Another puzzling New Year
CAPE TIMES, 3 JANUARY 2003
WHAT WERE YOU doing on New Year’s Eve? Were you? Really? Gosh. Wasn’t it painful? No such high-jinks and shenanigans for me, I can tell you. I started the New Year as I intend to finish it: painstakingly piecing together the sundered bodies of ballerinas.
I don’t know if this sounds peculiar to you, but I spent my New Year’s Eve in a painful ecstasy of absorption, poring over the jumbled smudges of a 1500-piece jigsaw puzzle. The puzzle, not that it matters, was a reproduction of Edgar Degas’ “Dance Class”, or, if you are the sort of person who likes their jigsaw puzzle unwashed, eating a baguette and wearing a beret, “Classe de Dans”. Oh, don’t sneer – it was either that or the 2000-piece photograph of seven dalmations in a basket. It was the first jigsaw puzzle I have tackled in nigh 18 years, and it was just the thing for a thoughtful New Year’s Eve.
You learn interesting things about yourself when you sit down to a diningroom table spread with cardboard pieces. I chose to do a jigsaw puzzle on New Year’s Eve as a kind of gesture to myself. I wanted to greet the New Year, if not sober, exactly, then at least with some measure of self-possession. A jigsaw puzzle seemed perfect – I would spend the last evening of the year piecing together the bigger picture, putting things in their place, rediscovering the lessons of proportion and perspective, and at the end of it I would have made, with my own hands, an object both pleasing to contemplate and greater than the sum of its parts. “As with this jigsaw puzzle,” I said to myself sternly on the Tuesday afternoon, settling down with a French painting and an even more French bottle of champagne, “so let it be with your life.”

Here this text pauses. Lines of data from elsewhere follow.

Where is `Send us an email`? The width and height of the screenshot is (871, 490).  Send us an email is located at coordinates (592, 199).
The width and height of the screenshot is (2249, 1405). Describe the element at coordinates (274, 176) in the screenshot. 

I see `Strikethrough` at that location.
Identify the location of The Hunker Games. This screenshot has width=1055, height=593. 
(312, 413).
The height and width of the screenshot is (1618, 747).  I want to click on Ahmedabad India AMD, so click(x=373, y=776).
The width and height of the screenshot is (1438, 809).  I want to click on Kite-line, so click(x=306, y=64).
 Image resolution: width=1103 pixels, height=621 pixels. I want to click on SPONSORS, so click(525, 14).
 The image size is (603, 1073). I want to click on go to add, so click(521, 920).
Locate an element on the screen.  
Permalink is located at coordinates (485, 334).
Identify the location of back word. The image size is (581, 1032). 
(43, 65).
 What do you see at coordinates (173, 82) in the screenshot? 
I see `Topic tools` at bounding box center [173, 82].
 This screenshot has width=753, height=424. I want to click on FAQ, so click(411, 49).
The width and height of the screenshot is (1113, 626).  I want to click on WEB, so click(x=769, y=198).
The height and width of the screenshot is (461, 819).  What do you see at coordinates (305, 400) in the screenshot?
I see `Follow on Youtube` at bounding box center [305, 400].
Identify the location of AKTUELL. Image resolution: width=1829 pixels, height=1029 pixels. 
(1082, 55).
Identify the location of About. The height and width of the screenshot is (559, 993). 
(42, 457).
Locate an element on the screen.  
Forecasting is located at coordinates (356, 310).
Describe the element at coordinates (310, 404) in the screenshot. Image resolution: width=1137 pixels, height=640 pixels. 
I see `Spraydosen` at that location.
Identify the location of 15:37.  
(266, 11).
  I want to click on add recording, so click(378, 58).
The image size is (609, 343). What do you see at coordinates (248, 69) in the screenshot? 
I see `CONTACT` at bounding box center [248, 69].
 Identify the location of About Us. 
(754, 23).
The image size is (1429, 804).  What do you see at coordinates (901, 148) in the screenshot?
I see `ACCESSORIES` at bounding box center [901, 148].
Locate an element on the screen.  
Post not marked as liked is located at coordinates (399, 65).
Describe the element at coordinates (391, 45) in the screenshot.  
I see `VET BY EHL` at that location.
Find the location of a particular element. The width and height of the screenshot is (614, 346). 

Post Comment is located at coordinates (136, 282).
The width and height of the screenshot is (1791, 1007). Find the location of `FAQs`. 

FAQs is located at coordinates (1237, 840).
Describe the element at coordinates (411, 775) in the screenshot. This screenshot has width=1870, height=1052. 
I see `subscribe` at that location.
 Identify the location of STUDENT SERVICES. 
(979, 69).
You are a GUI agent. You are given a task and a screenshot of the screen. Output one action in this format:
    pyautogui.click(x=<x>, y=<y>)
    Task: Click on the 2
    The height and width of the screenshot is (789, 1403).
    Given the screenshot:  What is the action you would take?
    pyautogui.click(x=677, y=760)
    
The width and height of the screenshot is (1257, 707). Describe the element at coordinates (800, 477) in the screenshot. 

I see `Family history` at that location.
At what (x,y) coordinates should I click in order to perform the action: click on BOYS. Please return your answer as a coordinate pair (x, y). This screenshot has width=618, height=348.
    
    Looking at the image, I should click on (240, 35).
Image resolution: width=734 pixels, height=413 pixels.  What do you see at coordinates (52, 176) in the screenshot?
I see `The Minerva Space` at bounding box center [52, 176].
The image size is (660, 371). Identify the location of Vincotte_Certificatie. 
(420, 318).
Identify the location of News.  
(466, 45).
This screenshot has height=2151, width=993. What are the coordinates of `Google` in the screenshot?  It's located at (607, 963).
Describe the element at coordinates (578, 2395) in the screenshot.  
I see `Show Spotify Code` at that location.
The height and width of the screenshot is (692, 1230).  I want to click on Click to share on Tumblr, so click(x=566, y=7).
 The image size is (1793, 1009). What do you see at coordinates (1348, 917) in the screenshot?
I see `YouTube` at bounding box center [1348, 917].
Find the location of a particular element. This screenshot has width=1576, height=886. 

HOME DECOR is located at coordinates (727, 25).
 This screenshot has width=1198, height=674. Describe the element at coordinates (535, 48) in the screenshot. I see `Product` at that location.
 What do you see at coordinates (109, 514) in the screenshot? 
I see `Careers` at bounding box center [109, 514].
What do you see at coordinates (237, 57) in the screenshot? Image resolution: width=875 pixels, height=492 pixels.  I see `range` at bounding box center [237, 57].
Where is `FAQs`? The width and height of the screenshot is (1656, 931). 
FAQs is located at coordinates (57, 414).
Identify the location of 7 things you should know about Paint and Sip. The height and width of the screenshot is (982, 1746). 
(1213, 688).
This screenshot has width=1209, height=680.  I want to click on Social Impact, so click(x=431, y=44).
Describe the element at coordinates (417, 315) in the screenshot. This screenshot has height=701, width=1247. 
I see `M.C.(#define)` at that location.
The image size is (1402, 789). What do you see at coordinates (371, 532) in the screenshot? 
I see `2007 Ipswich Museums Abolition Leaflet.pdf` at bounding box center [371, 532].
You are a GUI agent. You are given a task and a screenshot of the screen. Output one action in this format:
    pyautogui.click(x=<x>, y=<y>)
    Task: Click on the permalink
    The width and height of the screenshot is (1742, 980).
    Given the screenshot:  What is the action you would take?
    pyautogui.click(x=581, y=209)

By midnight, as I reluctantly broke from my labours to stand outside and watch the flares from the ships and hear the distant roar of the hippies on the beach celebrating the New Year three minutes too early, the puzzle was still French but the champagne was long finished. So was that shaker of gin I keep tucked under the sofa for emergencies. My eyes were swimming with tiny specks of colour and the after-image of long-ago brush strokes. I was cursing Degas’ enthusiasm for the colour green. What kind of a man paints the entire top-left corner green? And all the same colour green, at that. It must have made the painting go by more quickly, but what about the people doing the jigsaw puzzles, eh? What about them?
As I looked at the sky over Cape Town, I found myself thinking those deep and echoing thoughts that men and women have always thought, searching the heavens on New Year’s Eve: “Cor, I’m glad I’m not doing a jigsaw puzzle of the Milky Way! That would take forever!”
Eventually I finished, with the sun risen and my eyes bleary and my back in spasm, and I stumbled to bed with a jigsaw hangover as bad as any I could have acquired from less salubrious pursuits. And I remembered, as I drifted off in an impressionistic swirl of green, that a jigsaw puzzle is not a very good metaphor for a life. In life you haven’t the picture on the box to guide you, and in life there are very often pieces missing. But there is this similarity: in life as in jigsaw puzzles, it’s easier and a lot more fun with someone helping you. And then I thought something else, but I can’t remember what.